Sparking a Dialogue

Lehigh’s Humanities Center helps drive humanities research and teaching under the direction of Suzanne Edwards

By Wendy Greenberg

As Humanities Center director, Suzanne Edwards, associate professor of English, tries to ignite those sparks as she builds a community engaged in understanding the human experience. Along the way, the center has become an incubator for cross-disciplinary collaborations that lead to courses, projects and  research—in fact, anything is possible. 

Edwards asks a lot of questions and encourages others to do the same. “How can the Humanities Center facilitate projects driven by the interests of those who work in the humanities?” She answers her own question:“Facilitating new conversations and communicating a clear vision of the enduring importance of the humanities for everyone.”

Today, advocating for the humanities is crucial.
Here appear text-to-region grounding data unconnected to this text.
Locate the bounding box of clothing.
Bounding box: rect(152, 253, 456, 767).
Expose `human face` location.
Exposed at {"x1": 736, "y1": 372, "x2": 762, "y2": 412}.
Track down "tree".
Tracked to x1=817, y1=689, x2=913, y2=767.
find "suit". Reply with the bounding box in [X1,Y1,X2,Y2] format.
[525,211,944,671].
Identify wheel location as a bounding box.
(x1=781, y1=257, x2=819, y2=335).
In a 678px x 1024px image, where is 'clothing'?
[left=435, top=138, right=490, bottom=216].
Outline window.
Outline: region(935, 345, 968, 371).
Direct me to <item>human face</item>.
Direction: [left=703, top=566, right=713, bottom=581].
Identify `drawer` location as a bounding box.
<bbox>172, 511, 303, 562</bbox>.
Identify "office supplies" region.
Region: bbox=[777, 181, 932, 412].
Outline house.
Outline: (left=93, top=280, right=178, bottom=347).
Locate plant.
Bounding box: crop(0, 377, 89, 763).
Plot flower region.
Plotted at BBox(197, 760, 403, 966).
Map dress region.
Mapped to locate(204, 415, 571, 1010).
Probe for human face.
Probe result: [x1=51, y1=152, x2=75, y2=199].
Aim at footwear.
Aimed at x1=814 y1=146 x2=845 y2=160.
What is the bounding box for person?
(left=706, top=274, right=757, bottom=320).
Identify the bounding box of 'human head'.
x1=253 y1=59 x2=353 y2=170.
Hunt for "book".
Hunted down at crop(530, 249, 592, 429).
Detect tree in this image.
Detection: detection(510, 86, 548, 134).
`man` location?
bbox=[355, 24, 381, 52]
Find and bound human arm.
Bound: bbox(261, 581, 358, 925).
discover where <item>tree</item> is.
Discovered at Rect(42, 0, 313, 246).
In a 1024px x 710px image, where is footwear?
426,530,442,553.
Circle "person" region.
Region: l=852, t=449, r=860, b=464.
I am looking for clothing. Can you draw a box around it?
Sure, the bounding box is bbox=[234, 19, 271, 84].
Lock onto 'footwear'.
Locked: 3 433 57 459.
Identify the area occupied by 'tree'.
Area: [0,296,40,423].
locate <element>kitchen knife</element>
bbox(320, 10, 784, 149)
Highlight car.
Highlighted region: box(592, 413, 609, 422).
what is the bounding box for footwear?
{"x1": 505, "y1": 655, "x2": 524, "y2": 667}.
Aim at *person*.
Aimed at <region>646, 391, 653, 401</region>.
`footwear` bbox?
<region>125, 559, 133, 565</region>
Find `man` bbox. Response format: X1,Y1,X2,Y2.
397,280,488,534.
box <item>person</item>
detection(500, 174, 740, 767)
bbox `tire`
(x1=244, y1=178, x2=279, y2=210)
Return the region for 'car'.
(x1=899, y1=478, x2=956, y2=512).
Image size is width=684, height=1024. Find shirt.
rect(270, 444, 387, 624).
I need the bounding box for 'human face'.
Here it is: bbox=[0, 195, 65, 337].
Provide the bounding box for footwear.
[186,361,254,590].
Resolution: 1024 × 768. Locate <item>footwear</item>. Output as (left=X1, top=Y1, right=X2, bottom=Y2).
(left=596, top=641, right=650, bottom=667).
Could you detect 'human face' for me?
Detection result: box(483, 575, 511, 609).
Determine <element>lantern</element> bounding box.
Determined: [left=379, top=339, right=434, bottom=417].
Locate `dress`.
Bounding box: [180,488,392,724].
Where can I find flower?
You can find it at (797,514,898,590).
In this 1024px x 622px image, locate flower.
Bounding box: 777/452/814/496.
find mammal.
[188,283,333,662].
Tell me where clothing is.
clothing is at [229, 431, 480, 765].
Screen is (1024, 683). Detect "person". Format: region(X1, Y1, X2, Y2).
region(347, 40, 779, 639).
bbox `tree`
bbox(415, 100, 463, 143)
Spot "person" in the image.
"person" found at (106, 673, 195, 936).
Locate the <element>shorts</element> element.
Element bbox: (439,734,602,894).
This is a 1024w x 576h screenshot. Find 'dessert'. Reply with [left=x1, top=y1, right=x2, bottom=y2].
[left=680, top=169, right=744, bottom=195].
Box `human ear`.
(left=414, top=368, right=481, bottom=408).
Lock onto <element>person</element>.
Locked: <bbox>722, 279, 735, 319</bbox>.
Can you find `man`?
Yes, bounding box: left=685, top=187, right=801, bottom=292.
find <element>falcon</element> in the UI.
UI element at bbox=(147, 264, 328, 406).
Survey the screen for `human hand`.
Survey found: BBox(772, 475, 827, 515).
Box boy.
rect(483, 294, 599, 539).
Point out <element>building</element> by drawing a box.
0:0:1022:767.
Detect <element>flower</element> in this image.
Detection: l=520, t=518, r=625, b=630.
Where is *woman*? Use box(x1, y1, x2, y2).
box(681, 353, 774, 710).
This fall, the Humanities Center steering committee, which includes members of Lehigh’s arts and humanities departments (art, architecture and design, English, history, modern languages and literatures, music, philosophy, religion studies and theatre), wrote a report detailing the value of these programs to Lehigh’s educational mission and identifying areas for growth. The arts and humanities faculty saw the need for the document, given national patterns of declining course enrollments in these fields and public uncertainty about the value of a liberal arts education. 

The arts and humanities, says Edwards, “prepare students for a future we never thought of,” borrowing a line from Provost Patrick Farrell and reflecting President John Simon’s vision for Lehigh. By training students to see problems from other people’s perspectives, humanities courses lay the groundwork for effective collaboration and communication. The value of the humanities to employers is clear. The American Association of Colleges and Universities and American Association of University Professors reported last spring that employers “strenuously argue that liberal arts majors make great tech-sector workers precisely because they are trained to think critically and creatively and to adapt to unforeseen circumstances.”

Edwards, who has directed the center for three years, explores such interdisciplinary connections in her courses and publications on medieval literature. Her scholarship shows how the study of the distant past can help us think in new ways about ethics and justice in the present. That makes her a strong advocate for a center that considers different understandings of the human experience.

“You can see how my research interests made this job interesting to me,” she says of directing the center. “Learning from the past informs my approach to the humanities. The past is an important tool for understanding the present, for learning how our present might look from the outside. The past trains us to see the present that we take for granted with a more critical eye.”